Politics & Policy

Jindal Courts the Religious Right

Louisiana’s governor is open about his faith as he woos the values voter.

In early August 2011, Rick Perry took the stage at Houston’s Reliant Stadium, his image blown up on megascreens and broadcast to the thousands present. This was “The Response,” a daylong prayer rally for Evangelical Christians intended to bring about spiritual revival in the country. They raised their hands, they swayed from side to side, and they huddled closely in small groups. God, Perry said, “is wise enough not to be affiliated with any political party.”

“He doesn’t have a political agenda,” the governor said. Less than a week later, the Texas governor announced his ill-fated candidacy for the presidency of the United States.  

God may not have a political agenda, but more than a few American politicians do. On Saturday, while most of the potential 2016 candidates will be at Iowa’s Freedom Summit, Louisiana governor Bobby Jindal will host “The Response” at Louisiana State University. It’s not often these days that you see a sitting governor bow out of a political event to hold court at a prayer rally, so what, exactly, is going on? Though the Republican establishment has kept the religious Right at arm’s length, Jindal is aggressively courting the party’s values voters. His actions say he’s not just a Rhodes Scholar–cum–policy wonk but that he understands the spiritual, the sacred, too.

It’s a little-discussed aspect of Jindal’s political life, but that will change if he decides to run for president in 2016. He doesn’t flinch when he says the country needs a spiritual revival. “I think it is so important for us to turn to prayer, to turn to God,” he tells me. “Folks that want to take prayer out of the public square, that’s completely inappropriate.”  He predicts Saturday’s event will be not just an “incredible event for Louisiana, but for our country.”

The event has already sparked controversy because the group underwriting it, the American Family Association, has organized boycotts against companies that do not use the word “Christmas” in their holiday advertising and communications as well as those that participate in gay-rights events or donate to gay-rights causes. That included a one-month boycott of PetSmart last November and a three-year boycott of Home Depot that ended in 2013. LSU students are organizing protests in advance of the governor’s arrival on campus.

Jindal is defiant. He says the controversy is little more than a media-induced firestorm. “I know the media always tries to divide people of faith,” he says. “I hope they come inside and join us in prayer.”

Though Jindal won’t say it directly, he doesn’t think much of the GOP’s subtle calls, as in the party’s post mortem report on the 2012 election, to soften its positions on social issues — or, as the report put it, to make sure “young people do not see the party as totally intolerant of alternative points of view.”

“We don’t need two liberal parties in this country — a liberal party and a cheaper version of that party,” Jindal offers when I ask him whether Republicans need to relent on the social issues. Voters, he says, prefer “the authentic version.”

“I’m a big believer in what we believe and in telling what we stand for across the board,” he says.

“The Response” and other events like it are organized by David Lane, a self-described political mechanic with reach into the depths of the Evangelical community. Rand Paul, Ted Cruz, Mike Huckabee, and Rick Perry have attended his “pastors and pews” events in the early primary states, intended to give the nation’s top politicians the opportunity to make inroads with local pastors.

“The Evangelicals are going to be real critical,” Lane says of the upcoming presidential election. “Whoever engages with that constituency is gonna win in Iowa, is gonna win in South Carolina.” He notes that he’s previously extended invitations to former Florida governor Jeb Bush, New Jersey governor Chris Christie, and Ohio governor John Kasich to speak to pastors in private, closed-door meetings. They declined.

I ask Lane if putting the GOP’s top political talents in a room with dozens of pastors or on stage at a religious revival poses a risk. It can make for an awkward photo-op. At one of Lane’s events in Iowa in 2013, pastors were photographed laying their hands on Cruz and praying for the direction of the Republican party.

Back in 1996, Texas senator Phil Gramm expressed, in his inimitable style, a different approach to the Christian Right: “I ain’t running for preacher.” “There’s a reason that Phil Gramm raised the most money [in the lead-up to the 1996 presidential election] and got zero out of his” unsuccessful bid, Lane says. Candidates, he says, must engage with the Evangelical constituency.

Jindal doesn’t seem like the most natural person to do so. Born Hindu, he began to stray in high school and converted to Catholicism during his undergraduate years at Brown University. He talks often of his conversion, and he couches his talk about religious and social issues not in moral terms but as a matter of freedom. In a commencement speech at Liberty University last May, he talked about a “war on religious liberty” that “is only going to continue.”

“Make no mistake,” he said, “the war over religious liberty is the war over free speech, and without the first there is no such thing as the second.”

That’s how Jindal will use his religious faith to appeal to Evangelicals as well as to American voters more broadly if he decides to mount a presidential bid. But first, he’ll be in South Carolina in early March, in closed-door meetings with pastors in that early primary state.

— Eliana Johnson is Washington editor of National Review.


Please report how many lines of the following entries hold the word "window", giving the number alone.

PROVIDED DATA:

--

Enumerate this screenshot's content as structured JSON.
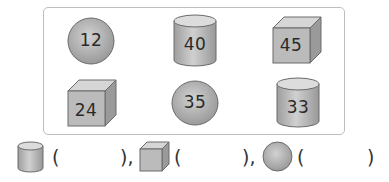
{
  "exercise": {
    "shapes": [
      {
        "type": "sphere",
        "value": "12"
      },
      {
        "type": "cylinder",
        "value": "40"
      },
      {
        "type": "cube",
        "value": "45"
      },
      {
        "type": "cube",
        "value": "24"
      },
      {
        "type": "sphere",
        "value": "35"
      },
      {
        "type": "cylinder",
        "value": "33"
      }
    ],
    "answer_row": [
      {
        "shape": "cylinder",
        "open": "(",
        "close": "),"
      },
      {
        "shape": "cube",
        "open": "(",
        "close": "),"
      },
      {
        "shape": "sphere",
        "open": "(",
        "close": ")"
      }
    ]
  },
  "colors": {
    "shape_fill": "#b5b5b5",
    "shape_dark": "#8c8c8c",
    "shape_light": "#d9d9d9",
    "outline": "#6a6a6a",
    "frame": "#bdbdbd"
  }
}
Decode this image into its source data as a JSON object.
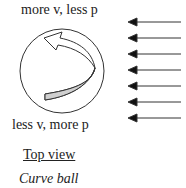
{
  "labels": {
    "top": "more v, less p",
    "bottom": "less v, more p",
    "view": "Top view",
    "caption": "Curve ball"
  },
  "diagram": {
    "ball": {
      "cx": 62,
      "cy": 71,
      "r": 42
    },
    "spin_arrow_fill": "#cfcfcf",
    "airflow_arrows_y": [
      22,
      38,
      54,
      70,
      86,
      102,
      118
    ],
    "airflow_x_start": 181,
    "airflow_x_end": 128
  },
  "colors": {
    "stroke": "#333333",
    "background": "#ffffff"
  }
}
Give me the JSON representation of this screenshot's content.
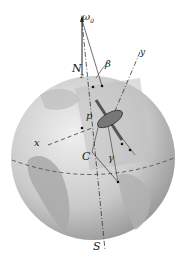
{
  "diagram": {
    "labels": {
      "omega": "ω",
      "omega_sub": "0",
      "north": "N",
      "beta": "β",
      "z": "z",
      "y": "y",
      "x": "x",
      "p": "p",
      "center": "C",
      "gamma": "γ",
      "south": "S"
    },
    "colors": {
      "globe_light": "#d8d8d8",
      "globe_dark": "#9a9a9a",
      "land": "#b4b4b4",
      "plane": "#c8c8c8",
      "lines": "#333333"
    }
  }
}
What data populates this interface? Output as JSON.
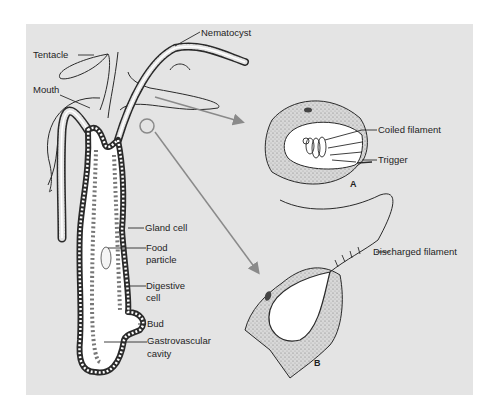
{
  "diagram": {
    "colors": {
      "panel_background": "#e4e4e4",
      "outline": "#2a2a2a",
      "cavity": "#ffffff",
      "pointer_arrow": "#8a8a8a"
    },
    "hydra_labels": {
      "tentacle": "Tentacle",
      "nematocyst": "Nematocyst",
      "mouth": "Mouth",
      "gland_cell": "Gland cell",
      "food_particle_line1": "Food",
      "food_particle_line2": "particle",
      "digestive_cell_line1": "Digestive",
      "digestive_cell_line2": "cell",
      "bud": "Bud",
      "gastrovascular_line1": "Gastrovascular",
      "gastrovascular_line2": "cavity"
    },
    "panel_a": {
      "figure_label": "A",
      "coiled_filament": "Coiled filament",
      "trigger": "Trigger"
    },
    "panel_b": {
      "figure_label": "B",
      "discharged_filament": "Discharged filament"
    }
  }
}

--

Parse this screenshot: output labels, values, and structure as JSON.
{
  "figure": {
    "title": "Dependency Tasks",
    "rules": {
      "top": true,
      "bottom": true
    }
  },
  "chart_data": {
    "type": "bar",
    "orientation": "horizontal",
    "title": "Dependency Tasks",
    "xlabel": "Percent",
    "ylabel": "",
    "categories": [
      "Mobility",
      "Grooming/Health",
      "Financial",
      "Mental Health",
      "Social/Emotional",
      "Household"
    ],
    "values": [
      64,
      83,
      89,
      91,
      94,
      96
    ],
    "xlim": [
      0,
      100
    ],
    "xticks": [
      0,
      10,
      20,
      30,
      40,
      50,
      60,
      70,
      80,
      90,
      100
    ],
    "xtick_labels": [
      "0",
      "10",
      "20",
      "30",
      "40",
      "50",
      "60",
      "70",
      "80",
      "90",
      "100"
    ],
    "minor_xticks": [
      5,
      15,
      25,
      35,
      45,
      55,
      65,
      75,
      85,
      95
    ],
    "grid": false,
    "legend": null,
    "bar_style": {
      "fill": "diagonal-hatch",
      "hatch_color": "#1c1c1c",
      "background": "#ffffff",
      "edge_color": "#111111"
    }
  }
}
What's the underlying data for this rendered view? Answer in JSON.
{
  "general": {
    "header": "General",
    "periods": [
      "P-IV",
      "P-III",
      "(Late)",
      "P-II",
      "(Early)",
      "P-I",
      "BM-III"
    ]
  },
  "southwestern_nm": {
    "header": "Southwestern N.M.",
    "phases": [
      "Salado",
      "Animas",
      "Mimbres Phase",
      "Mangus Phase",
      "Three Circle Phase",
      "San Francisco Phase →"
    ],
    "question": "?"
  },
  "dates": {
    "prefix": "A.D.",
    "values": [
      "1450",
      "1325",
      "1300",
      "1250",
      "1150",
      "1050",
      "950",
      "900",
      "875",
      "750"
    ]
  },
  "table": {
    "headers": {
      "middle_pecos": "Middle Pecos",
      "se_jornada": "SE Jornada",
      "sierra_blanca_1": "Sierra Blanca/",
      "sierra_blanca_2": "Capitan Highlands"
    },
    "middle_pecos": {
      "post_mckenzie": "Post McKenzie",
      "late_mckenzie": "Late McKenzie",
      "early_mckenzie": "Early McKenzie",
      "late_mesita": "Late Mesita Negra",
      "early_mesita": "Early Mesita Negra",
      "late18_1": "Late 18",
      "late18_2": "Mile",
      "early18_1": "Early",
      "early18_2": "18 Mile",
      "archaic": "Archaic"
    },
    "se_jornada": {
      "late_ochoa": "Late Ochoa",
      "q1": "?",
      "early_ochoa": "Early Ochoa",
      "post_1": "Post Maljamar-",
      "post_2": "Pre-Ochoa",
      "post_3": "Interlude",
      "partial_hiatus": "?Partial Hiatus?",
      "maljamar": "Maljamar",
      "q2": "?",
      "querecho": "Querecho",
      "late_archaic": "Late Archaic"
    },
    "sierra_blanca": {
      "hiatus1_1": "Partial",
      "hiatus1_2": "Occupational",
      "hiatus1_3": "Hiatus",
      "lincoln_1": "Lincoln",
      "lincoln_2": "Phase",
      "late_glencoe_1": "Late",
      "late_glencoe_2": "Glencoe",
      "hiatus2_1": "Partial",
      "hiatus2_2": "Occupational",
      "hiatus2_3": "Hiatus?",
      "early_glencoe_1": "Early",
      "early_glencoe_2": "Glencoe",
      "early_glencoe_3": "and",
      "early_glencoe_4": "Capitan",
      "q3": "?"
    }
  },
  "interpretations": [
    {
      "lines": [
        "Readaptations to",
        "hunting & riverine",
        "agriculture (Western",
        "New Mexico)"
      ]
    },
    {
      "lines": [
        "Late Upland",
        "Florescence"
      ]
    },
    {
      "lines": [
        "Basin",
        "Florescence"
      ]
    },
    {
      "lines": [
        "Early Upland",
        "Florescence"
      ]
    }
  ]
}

--

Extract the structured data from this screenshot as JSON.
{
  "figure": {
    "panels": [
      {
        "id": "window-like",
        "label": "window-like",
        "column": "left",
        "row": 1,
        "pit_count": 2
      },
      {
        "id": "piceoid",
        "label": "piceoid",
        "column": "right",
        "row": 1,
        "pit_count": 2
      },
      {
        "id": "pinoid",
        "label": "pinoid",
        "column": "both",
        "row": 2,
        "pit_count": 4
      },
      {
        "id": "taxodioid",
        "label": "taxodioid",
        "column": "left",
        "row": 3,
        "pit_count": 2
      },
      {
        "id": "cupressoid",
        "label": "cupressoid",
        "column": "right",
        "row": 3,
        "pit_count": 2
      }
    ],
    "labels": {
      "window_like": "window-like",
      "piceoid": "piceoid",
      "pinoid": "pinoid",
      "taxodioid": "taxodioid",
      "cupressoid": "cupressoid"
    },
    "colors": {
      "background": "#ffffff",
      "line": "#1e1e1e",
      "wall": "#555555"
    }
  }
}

--

EXERCISE SOLUTION: 3